U.S. Housing Market in 1974
In 1974, the U.S. housing market recorded existing-home sales averaged 2.27 million, new-construction sales of 519K, a median existing-home price of $32,000, and a 30-year fixed mortgage rate of 9.19%. The National Bureau of Economic Research classified at least part of 1974 as a U.S. recession, and housing-market behavior has to be read against that backdrop.
Year over year, existing-home sales fell 2.6% from 1973, new-home sales fell 18.1%, the median existing-home price rose 10.7% to $32,000, the 30-year fixed mortgage rose 1.15 points to 9.19%. Compared with five years earlier (1969), existing-home sales were 46% above 1969, median prices were 47% higher in nominal terms. The NBER recession in this year shaped buyer financing behavior, builder inventory decisions, and the Federal Reserve's near-term policy response.
Macroeconomic Context
1974 was a stagflation year of historic severity. Real GDP fell 0.5%, CPI inflation averaged 11.0%, and unemployment rose from 5.1% in January to 7.2% in December. The federal funds rate averaged 10.5%. President Nixon resigned on August 9 over Watergate, and Vice President Gerald Ford was sworn in. Ford's Whip Inflation Now (WIN) campaign — which urged voluntary household savings and price restraint — became a symbol of the era's policy confusion. The Employee Retirement Income Security Act (ERISA) was passed in September, fundamentally reshaping U.S. retirement finance and creating the framework for the IRA accounts that would later channel household savings into capital markets rather than S&L deposits.
The Mortgage & Credit Market
30-year fixed mortgage rates climbed to 9.19%, the highest annual average to that point. Mortgage credit availability fell sharply as S&L deposits flowed to higher-yielding Treasury issues. The Equal Credit Opportunity Act, passed in October, prohibited credit discrimination based on race, sex, age, marital status, and other factors — a foundational consumer-protection measure that would shape mortgage lending standards for decades. The bill would be amended further in 1976 to add explicit fair-lending provisions.
Cycle Position
New-home sales fell to 519,000, down 18% YoY, as the recession deepened. Existing-home sales eased modestly to 2.27M. The median new home cost $35,900, up 10.5% — well below the rate of inflation, meaning real prices fell. The 1974 housing market was a recession trough on volume but not yet on prices; the inflation-driven nominal price floor would hold throughout the late-1970s buildout, masking what was in real terms a multi-year affordability crisis.
The Year in Long View
Existing-home sales of 2.27M in 1974 represented 32% of the all-time annual peak (7.08M in 2005). New-home sales of 519K were 40% of the 2005 record (1,283K) and 170% of the absolute series low (306K in 2011). Combined U.S. home sales of 2.79M ran 33% of the 2005 all-time peak (8.36M total). Within the 1970s, the 1974 reading sat 17% below the decade average of 2.75M existing-home transactions per year. The median existing-home price of $32,000 translates to roughly $203,943 in 2024 dollars — about 50% of 2024's $408,000 record in real terms. Buyers in 1974 were not paying anything close to today's inflation-adjusted prices. Against the median U.S. household income of $10,512, the price-to-income ratio worked out to 3.0× — compared with 2024's all-time-high reading of 5.4×, which marks the most stretched affordability in the modern record. The 30-year fixed mortgage rate of 9.19% sat 1.49 points above the full-history (1971–2024) PMMS average of 7.7% and 2.35 points above the 2024 reading of 6.84%. At that rate, the principal-and-interest payment on a $200,000 30-year mortgage would have been roughly $1,637/month. Year-over-year, existing-home sales fell 2.6% from 1973, new-home sales fell 18.1%, the median existing-home price rose 10.7%. Looking forward to 1975: existing sales would rise 9.3% to 2.48M, the 30-year fixed would fall 0.14 points to 9.05%.
Sources & Methodology
The 1974 figures on this page come from three federal data sources: the U.S. Census Bureau Survey of Construction (annual new single-family home sales), the National Association of Realtors Existing Home Sales report (annual existing-home transactions and median sale prices), and the Freddie Mac Primary Mortgage Market Survey (annual average 30-year fixed mortgage rate). Recession bands are drawn from the National Bureau of Economic Research Business Cycle Dating Committee. Inflation adjustments use the Bureau of Labor Statistics' CPI-U series, and price-to-income ratios reference the Census Bureau's annual median U.S. household income table.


■ **TASK GOAL**
Each record that follows is to be duplicated exactly, though its pictures are not.

■ **DATASET CONTENT**
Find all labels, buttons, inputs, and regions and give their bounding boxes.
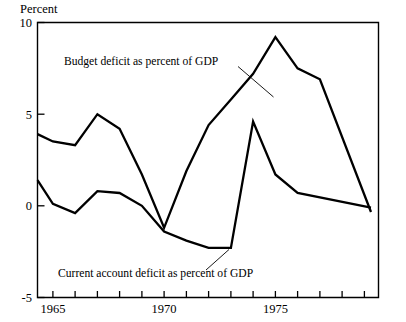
y-tick-label-0: 0 bbox=[26, 199, 32, 213]
x-tick-label-1970: 1970 bbox=[152, 302, 177, 316]
series-current-account-deficit-line bbox=[38, 122, 372, 248]
x-tick-label-1965: 1965 bbox=[40, 302, 65, 316]
percent-line-chart: 10 5 0 -5 Percent 1965 1970 1975 Budget … bbox=[0, 0, 406, 322]
y-tick-label-minus5: -5 bbox=[22, 291, 32, 305]
current-account-annotation-label: Current account deficit as percent of GD… bbox=[58, 267, 253, 280]
budget-annotation-label: Budget deficit as percent of GDP bbox=[64, 55, 218, 68]
x-tick-label-1975: 1975 bbox=[263, 302, 288, 316]
y-tick-label-10: 10 bbox=[20, 16, 33, 30]
y-tick-label-5: 5 bbox=[26, 108, 32, 122]
chart-figure: 10 5 0 -5 Percent 1965 1970 1975 Budget … bbox=[0, 0, 406, 322]
y-axis-title: Percent bbox=[20, 2, 58, 16]
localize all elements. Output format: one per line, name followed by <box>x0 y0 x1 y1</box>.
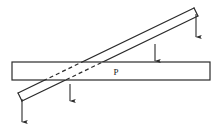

■ **TASK ANSWER**
Find all labels, buttons, inputs, and regions and give their bounding boxes.
y-tick-label-0: 0 bbox=[26, 199, 32, 213]
x-tick-label-1970: 1970 bbox=[152, 302, 177, 316]
series-current-account-deficit-line bbox=[38, 122, 372, 248]
x-tick-label-1965: 1965 bbox=[40, 302, 65, 316]
percent-line-chart: 10 5 0 -5 Percent 1965 1970 1975 Budget … bbox=[0, 0, 406, 322]
y-tick-label-minus5: -5 bbox=[22, 291, 32, 305]
current-account-annotation-label: Current account deficit as percent of GD… bbox=[58, 267, 253, 280]
budget-annotation-label: Budget deficit as percent of GDP bbox=[64, 55, 218, 68]
x-tick-label-1975: 1975 bbox=[263, 302, 288, 316]
y-tick-label-10: 10 bbox=[20, 16, 33, 30]
y-tick-label-5: 5 bbox=[26, 108, 32, 122]
chart-figure: 10 5 0 -5 Percent 1965 1970 1975 Budget … bbox=[0, 0, 406, 322]
y-axis-title: Percent bbox=[20, 2, 58, 16]
localize all elements. Output format: one per line, name followed by <box>x0 y0 x1 y1</box>.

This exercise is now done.